Sunday, June 15, 2014

Tools and Such

Not a day goes by that I don't think about my dad. On this Father's Day, my third such occasion without him, he is very much on my mind--but not in the usual way.

I am not thinking about the time he cut a "switch" from the cherry tree for a much-deserved spanking or the way he finished off every meal with a dollop of butter, a stream of white Karo syrup, and a slice of bread. I am not dwelling on the heartbreak of his terminal illness or the night I watched him pass peacefully on. Instead, I am thinking about his hands.

Dad was an old-fashioned farmer and garage mechanic whose hands were his livelihood. He used them to wield wrenches, vaccinate calves, and put together furniture. During his years in the garage, I never saw his hands without grease stains under his fingernails. After he retired, the hardest thing for me to get used to was the fact that his hands stayed clean.

Over the years Dad's hands suffered about every injury imaginable. He burned them, cut them, smashed them--just name it and Dad could show you the scars. His left hand bore the brunt of the abuse, as you can see in this shot of him holding Sooby in April 2010:


His ring finger was shriveled and stiff, and the nail end of his pinkie had been lopped off long ago. Still he was more adept with slightly over eight and a half fingers than most men are with a full ten. Dad's large hands fully matched his 6'4" frame, but he could manipulate a tiny eyeglass screwdriver with the best optician. There was virtually no tool those hands hadn't mastered.

My dad was one of those self-made, self-taught, self-sufficient miracle men of the Greatest Generation. Although never what you would call "rich," he worked in a relentless (albeit penny-pinching) fashion to make a comfortable life for our family of four. He left my mom with adequate resources for the rest of her life. I know that was no easy task, and I admire him greatly.

Although he was never one for fancy material possessions, Dad did love his vehicles, his guns, and his tools. One of the hardest things toward the end was watching him disperse some of these things among us. He sold us his pick-up with the thought that he could use it again if he was able. I watched with a lump in my throat as he presented son Teebo with a prized rifle.

But he was never able to bring himself to part with his massive collection of tools. It had taken him his whole life to get them, he said, and he just couldn't let them go. Somehow, they were integral to his identity, an extension of his very self.

"Man is a tool-using animal," said Thomas Carlyle, a Scottish essayist from the 1800s. "Without tools he is nothing; with tools he is all."  I'm sure Dad never read Carlyle, but at some level it is clear that the two of them were on the same page.

Over the past almost-three years, it has been hard to watch those tools walk away box by box or one by one from our garage sales. Neither Mom nor I had any clue about what many of them were.

But I can never look at the tools without picturing those hands that encircled or gripped or maneuvered them--those hands that were somehow able to work wonders.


Required work
If a line below contains the string "axis", return that line.

Figure collection entries
= = =

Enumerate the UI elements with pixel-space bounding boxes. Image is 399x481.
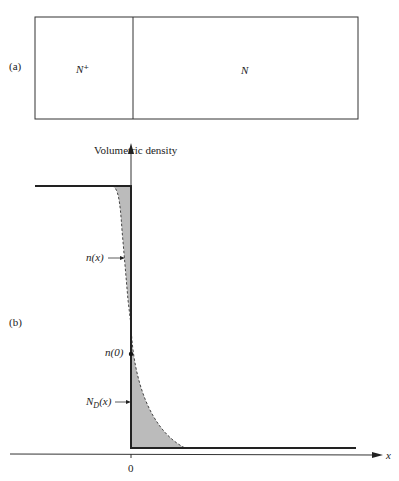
shaded-accumulation-right: [131, 325, 185, 448]
n0-point: [129, 352, 133, 356]
x-tick-label: 0: [128, 462, 134, 474]
panel-b-label: (b): [9, 316, 22, 328]
panel-a-label: (a): [9, 60, 21, 72]
x-axis-label: x: [386, 449, 391, 461]
nd-x-label: ND(x): [86, 395, 111, 410]
x-axis: [10, 454, 376, 455]
n-x-label: n(x): [86, 251, 104, 263]
diagram-canvas: [0, 0, 399, 481]
region-n-label: N: [241, 64, 248, 76]
nd-x-profile: [35, 186, 356, 448]
n0-label: n(0): [105, 346, 123, 358]
shaded-depletion-left: [112, 186, 131, 325]
x-axis-arrow-icon: [372, 452, 383, 458]
y-axis-label: Volumetric density: [94, 144, 177, 156]
region-n-plus-label: N⁺: [76, 63, 89, 76]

= = =

Response area
x-axis-label: x: [386, 449, 391, 461]
x-axis: [10, 454, 376, 455]
x-axis-arrow-icon: [372, 452, 383, 458]
y-axis-label: Volumetric density: [94, 144, 177, 156]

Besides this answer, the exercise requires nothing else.